那些年。让任何一个历史学家来给一个时期或一个时代下定义。他们会就一个时代何时起止或仅仅是就由什么来定义一个时代而争论不休。如何去辨认一个时代的起始呢?是什么标志了一个时代的终止?

当考虑到中国历史和今日中国所处的位置时,这个问题就变得更加复杂了。Couchman是不是见证到了“后毛泽东时代”?“后天安门时代”?那个时候正是奥林匹克运动热的时期。北京的“同一个世界、同一个梦想”是否在Couchman2012年离开时就已经开始逐渐消失?取而代之的是一位新领袖所带来的一个更重视民族主义的新时代:习近平和他所提出的“中国梦”?

从现在的角度回顾2004年至2013年那段时期,Couchman的怀旧之情时起时伏。北京(或者说,至少是旁边的张家口市)正在为2022年的冬季运动会着手准备。然而,与2008年夏季运动会开始之前遍布整个城市和人们心中的兴奋与期待之情相比,现在这个气氛逊色了许多,兴奋之情也更不易察觉了。
2008年中国把手伸向世界,北京也被彻底地重塑了。这个城市在那年为了奥运会而变得整齐有序时,那首《北京欢迎您》的歌曲也被没完没了地播放着,但有些人问道,谁会被排除在了这个欢迎之外。一个无意间地提问却是有先见之明的,因为Couchman在北京工作的这段时间里确实包含了一段特殊的时期,这段时期让许多人在2016年时回想起来,都会产生与Couchman同样的怀旧之情。

2016年中国的空气与十年前相比要好一些,而且新因特网应用程序也让都市人的生活更加容易。从经济及战略角度来看,这个国家在国际上处在了更为强大的地位。毫无疑问地,这些都是成就。

但也出现了越来越多对表达的限制,对学者、艺术家及非政府机构施加的新压力。国内互联网以很快地速度提供了一系列便利条件,但通向外部世界的入口却逐年缩小。美术馆关闭。电影艺术节取消。对国家和社会的批评被认为是受到外部邪恶势力的影响而不予理会。知识与艺术氛围就跟过去三十年中的任何时候一样寒冷。

Couchman选择了去北京工作,以响应北京的这一段特殊时期。这些作品代表了一扇窗,不仅仅是通向北京和中国不远的过去,而且是对另一种未来的憧憬。一种欣然接受2008年在北京所欢庆的那种国际性世界主义的未来,这一点也在后来的上海世博会体现出来。奥林匹克运动会的价值观,即对海外友人们敞开心扉,给所有生活在北京的人带来了一段特别的时期。

我们都是各自文化的产物,但我们也是同一个人类的产物。这就是连系着艺术、主题与观众的东西。就是这个给予我们同一个理由将访客迎入家门,或是我们走遍世界、四海交友。就是在这样一种精神下,Couchman创作了这些作品和图像,其所描绘的也是北京一段非常特别的时期。

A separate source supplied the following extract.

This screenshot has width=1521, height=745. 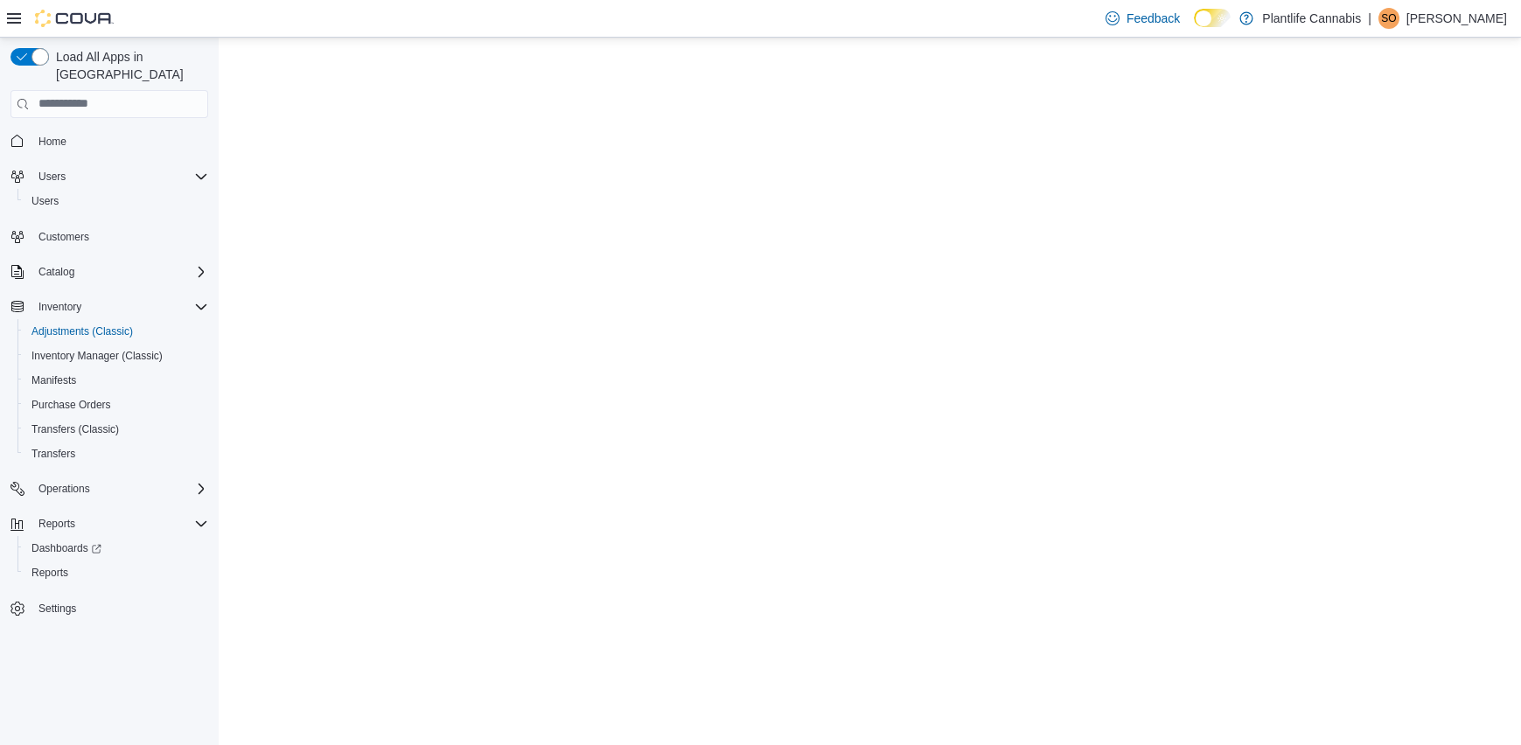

UCCA from the website, Self portrait with Long Life Earrings

Poster on the UCCA, Ullens Centre for Contemporary Art, Beijing website. The image used is ‘Self portrait with Long Life Earrings’ by Helen Couchman for the artist’s talk, ‘China Stories – Collecting and Dropping, China.’ 2011.